On his Fox News show on Friday night, Carlson called on Abbott to pardon Perry, arguing that the defendant had acted in self-defense – despite the jury rejecting that argument. Carlson even attacked the prosecutor by describing him as a “Soros-funded DA,” invoking the billionaire Jewish philanthropist whose name is often used as an antisemitic putdown by the right. Carlson declared that the verdict “means that in the state of Texas, if you have the wrong politics, you’re not allowed to defend yourself.”
The Fox News host was not alone in clamoring for Perry to be pardoned for killing a protester advocating for Black Lives Matter, an organization that has been repeatedly demonized by the right, with then-President Donald Trump in 2020 calling the words “a symbol of hate” and Rep. Marjorie Taylor Greene in 2021 labeling the movement “the strongest terrorist threat” in the country.
Texas Attorney General Ken Paxton released a statement to Fox News Digital claiming that “the Soros-backed DA … cares more about the radical agenda of dangerous Antifa and BLM mobs than justice.” And another Texas Republican, US Rep. Ronny Jackson, tweeted his demand that Abbott “PARDON Daniel Perry IMMEDIATELY!”

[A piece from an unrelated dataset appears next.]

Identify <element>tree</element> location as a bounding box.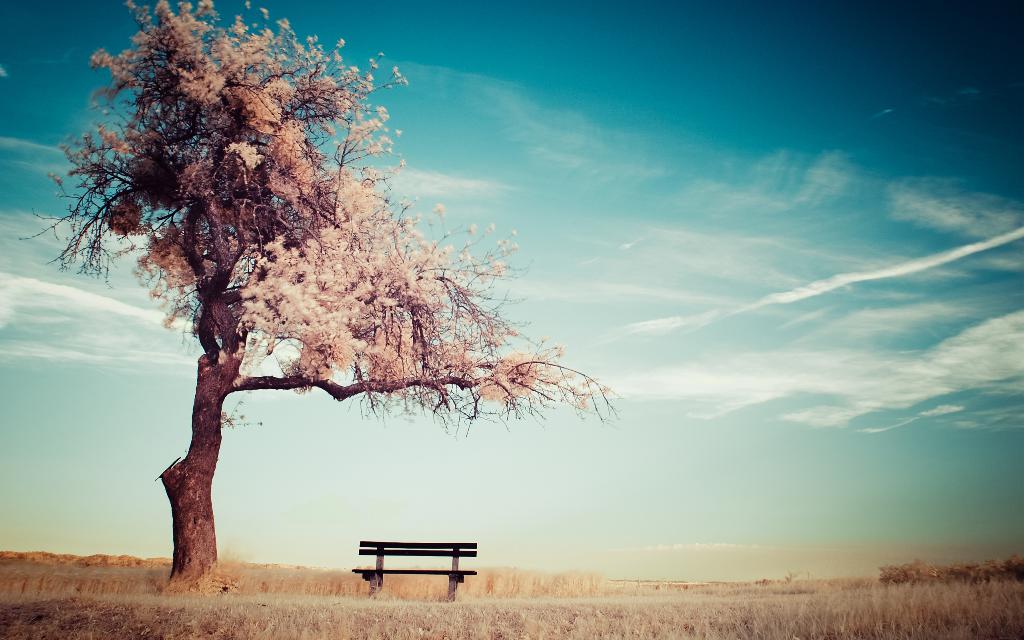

Did Jackson cite evidence showing that the jury had made a mistake? Nope. But like some other Republicans, he dog-whistled the name Soros, saying, “don’t let a Soros-owned Austin liberal DA destroy our justice system.”
As the pressure campaign mounted, Abbott announced that he would ask the Texas Board of Pardons and Paroles – whose members he appoints – to expedite the pardon paperwork for Perry, which he vowed to sign as soon as it “hits my desk.” The governor justified his work for a pardon by saying, “Texas has one of the strongest ‘Stand Your Ground’ laws of self-defense that cannot be nullified by a jury or a progressive District Attorney.”
But the jury was aware of the Stand Your Ground law. It reviewed the facts in the case and determined that Perry was guilty. If the verdict is so clearly wrong, then lawyers for the defendant should file an appeal. (Perry’s attorney, Clint Broden, told CNN his client plans to appeal the verdict.)
Get our free weekly newsletter
- Sign up for CNN Opinion’s newsletter.
- Join us on Twitter and Facebook
In fact, David Wahlberg, a former Travis County criminal court judge, told the Austin American-Statesman newspaper that he can’t think of another case in Texas history when a governor sought a pardon before a verdict was formally appealed.
Trial verdicts are determined by judges and juries, and sentences should not be set aside by a governor – apparently for political reasons. What Abbott is doing is not just wrong, it’s dangerous. His pardon, when it comes, is not what the rule of law looks like.